If you want Sanderson Newby Green in a Dulux tin, go for Dulux Breton Blue. It lands at a ΔE of 1.3 from the original — that's well inside the "very close" threshold and, on a wall, you'd struggle to tell them apart. The name throws people, mind: Newby Green is one of those deep, moody greens that reads distinctly teal-to-blue in lower light, which is exactly why Dulux's nearest neighbour sits in the "blue" camp.
Worth flagging the LRV here too. Breton Blue comes in at LRV 8.4, so it's a genuinely dark colour that soaks up light. That's the whole point of a shade like this — it's built for drama on a chimney breast, a panelled dining room, or a small cloakroom you want to feel like a jewel box. Just go in with eyes open: in a north-facing room with little natural light, it'll feel properly inky.
The runner-up is Dulux Night Seas at ΔE 2.8 and LRV 7.9. That's still a respectable match, but it's a touch further off than Breton Blue and reads marginally cooler. If you can only get hold of one, Breton Blue is the one to chase.
The usual "but what about" question: will a Dulux match in the same depth as a Sanderson colour behave identically? Not quite. Sanderson's own formulations carry their pigment and finish character, so even at ΔE 1.3 the sheen and the way it shifts through the day can differ slightly between brands. That's normal and nothing to worry about.

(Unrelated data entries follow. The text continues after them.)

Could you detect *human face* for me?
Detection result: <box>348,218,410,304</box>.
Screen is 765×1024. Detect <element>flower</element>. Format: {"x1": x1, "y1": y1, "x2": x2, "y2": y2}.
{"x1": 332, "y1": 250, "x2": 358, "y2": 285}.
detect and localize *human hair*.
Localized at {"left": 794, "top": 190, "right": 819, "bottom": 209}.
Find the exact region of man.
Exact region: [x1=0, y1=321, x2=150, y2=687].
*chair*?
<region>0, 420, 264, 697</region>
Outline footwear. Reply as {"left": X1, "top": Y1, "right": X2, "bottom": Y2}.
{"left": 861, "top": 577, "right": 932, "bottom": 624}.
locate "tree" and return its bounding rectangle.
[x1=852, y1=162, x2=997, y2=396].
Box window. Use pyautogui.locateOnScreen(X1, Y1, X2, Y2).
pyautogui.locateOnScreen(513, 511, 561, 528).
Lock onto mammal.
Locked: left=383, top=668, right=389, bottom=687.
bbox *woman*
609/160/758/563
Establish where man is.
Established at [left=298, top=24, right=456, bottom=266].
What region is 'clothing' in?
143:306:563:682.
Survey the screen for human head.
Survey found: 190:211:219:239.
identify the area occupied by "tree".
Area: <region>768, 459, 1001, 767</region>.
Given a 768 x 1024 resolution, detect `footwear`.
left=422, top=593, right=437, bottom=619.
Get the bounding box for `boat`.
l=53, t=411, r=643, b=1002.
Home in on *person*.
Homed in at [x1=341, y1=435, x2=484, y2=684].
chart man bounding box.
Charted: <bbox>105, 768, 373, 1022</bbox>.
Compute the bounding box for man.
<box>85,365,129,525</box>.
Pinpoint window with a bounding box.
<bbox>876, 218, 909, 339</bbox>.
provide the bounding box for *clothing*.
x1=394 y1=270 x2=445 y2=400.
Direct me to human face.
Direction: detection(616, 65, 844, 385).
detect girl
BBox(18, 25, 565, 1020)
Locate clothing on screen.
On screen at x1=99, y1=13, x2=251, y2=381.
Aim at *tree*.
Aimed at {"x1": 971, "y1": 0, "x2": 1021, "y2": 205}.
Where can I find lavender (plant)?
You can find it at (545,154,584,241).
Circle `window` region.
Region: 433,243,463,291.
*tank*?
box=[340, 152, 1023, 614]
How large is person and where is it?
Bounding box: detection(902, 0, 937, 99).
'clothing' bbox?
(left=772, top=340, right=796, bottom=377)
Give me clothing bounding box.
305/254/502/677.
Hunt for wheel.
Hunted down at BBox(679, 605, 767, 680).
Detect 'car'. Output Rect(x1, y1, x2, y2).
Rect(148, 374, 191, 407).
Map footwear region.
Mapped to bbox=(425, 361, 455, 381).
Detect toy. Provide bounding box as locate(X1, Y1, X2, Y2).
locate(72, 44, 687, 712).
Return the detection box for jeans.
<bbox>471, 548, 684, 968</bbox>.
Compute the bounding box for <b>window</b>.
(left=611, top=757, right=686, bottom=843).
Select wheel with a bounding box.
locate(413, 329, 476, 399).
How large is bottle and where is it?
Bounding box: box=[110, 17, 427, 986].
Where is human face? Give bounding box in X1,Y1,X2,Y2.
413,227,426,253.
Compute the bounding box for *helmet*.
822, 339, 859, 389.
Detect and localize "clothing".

Practical advice: never sign off a dark colour off the fan deck. Get a sample pot of Breton Blue, paint two coats onto a bit of lining paper or an offcut, and move it round the room across the day — morning, midday, and under your evening lamps. Dark teals like this are completely transformed by artificial light, so the lamp test matters more than the daylight one.